◆ What needs to be done
Some lines in the records below may hold the word "will"; give the number of those lines and nothing else.

__________________________________________________

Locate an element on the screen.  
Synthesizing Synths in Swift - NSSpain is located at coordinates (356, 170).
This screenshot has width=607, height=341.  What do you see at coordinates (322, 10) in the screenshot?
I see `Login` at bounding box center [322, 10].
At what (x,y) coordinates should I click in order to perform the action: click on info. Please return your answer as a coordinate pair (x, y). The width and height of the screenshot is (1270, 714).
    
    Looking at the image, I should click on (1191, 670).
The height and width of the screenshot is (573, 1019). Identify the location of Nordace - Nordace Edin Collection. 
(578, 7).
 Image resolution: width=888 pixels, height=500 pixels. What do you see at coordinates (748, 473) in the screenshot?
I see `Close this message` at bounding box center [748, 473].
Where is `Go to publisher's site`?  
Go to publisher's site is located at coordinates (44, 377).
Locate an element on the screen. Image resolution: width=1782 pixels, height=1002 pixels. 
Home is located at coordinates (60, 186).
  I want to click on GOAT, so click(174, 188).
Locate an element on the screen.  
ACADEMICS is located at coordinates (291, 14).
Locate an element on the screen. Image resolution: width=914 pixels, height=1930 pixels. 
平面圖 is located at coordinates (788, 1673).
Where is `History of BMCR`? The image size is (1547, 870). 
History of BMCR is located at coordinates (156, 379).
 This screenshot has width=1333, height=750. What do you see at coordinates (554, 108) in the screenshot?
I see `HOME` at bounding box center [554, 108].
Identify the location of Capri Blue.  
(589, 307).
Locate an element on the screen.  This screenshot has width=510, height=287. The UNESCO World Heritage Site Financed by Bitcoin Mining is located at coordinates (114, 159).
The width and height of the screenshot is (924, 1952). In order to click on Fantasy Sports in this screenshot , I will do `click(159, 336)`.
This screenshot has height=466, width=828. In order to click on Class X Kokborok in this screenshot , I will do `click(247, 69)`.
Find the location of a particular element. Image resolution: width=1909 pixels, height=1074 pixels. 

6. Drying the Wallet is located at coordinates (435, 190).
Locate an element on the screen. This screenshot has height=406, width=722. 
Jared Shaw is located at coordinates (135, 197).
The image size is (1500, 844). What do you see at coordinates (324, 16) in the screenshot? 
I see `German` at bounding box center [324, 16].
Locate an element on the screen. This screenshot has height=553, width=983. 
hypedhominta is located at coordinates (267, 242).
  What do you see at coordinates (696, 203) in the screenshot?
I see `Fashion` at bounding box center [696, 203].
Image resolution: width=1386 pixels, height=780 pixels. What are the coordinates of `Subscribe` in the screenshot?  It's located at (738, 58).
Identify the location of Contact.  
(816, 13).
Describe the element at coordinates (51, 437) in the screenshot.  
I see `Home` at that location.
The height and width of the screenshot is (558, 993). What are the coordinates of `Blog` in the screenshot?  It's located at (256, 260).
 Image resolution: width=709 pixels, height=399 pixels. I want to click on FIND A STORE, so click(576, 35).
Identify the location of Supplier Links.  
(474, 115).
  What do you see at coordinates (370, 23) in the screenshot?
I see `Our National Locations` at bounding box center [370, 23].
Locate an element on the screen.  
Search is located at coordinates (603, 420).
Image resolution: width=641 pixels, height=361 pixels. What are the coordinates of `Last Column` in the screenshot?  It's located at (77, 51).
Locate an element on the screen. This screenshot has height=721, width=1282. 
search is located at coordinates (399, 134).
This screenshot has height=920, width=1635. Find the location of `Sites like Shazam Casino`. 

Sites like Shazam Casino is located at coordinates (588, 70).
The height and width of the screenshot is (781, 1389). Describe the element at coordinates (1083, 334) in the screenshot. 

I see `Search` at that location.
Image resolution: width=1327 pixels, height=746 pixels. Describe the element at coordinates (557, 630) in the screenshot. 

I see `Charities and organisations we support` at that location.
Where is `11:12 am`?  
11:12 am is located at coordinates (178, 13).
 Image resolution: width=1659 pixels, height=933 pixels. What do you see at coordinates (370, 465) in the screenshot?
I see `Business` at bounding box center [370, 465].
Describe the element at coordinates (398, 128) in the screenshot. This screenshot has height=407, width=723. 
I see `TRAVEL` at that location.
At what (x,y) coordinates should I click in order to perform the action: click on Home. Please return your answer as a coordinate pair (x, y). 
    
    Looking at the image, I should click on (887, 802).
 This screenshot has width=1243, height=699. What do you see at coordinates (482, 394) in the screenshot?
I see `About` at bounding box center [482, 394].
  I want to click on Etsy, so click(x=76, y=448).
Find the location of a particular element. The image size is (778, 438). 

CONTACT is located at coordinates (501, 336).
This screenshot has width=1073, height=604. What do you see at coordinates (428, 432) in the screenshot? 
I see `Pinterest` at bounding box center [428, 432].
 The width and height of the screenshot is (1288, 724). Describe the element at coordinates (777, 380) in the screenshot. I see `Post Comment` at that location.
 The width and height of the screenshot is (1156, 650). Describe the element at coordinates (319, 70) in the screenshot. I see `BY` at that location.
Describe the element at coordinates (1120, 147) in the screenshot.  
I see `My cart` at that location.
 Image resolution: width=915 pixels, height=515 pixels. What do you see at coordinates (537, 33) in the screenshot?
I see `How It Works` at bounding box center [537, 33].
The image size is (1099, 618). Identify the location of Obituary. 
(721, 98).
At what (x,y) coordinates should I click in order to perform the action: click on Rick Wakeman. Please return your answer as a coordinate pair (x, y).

__________________________________________________

◆ Response
2